Why changing behaviors (adaptive) is the key to IT success

Until this attitude changes, the organization isn’t going to make the progress they need. If folks don’t care about results, if they don’t think about how to get better results, then they’re always going to need an enforcer who risks becoming a micromanager.

More important, if we don’t develop within them with the attitude that things need to work, we’re going to keep failing.

This is absolutely an example of an adaptive challenge.  The challenge is not the software. Or the process. It’s the expectation. It’s how people relate to their work. 

We can define processes. We can create standards. But if folks don’t care, things aren’t going to get that much better.

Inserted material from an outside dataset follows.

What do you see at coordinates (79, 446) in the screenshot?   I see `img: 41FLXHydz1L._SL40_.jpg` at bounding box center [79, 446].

What’s your company’s experience with technical projects? Do folks expect things to fail? Do they demand success? Have things changed over the course of time? What made them change?


* Talk to any technical presenter about this development Once upon a time, you’d prepare your demos on your laptop, back them up, and maybe even bring a second lap top if you wanted to be an “always prepared” boy scout about it. 

But you knew that what you rehearsed yesterday would still be there today. In the cloud world, more than one presenter has found in the middle of the presentation something that wasn’t there when they last looked at the software. Oops.

The post Changing Your Expectations – IT Should Work appeared first on Red Three Consulting.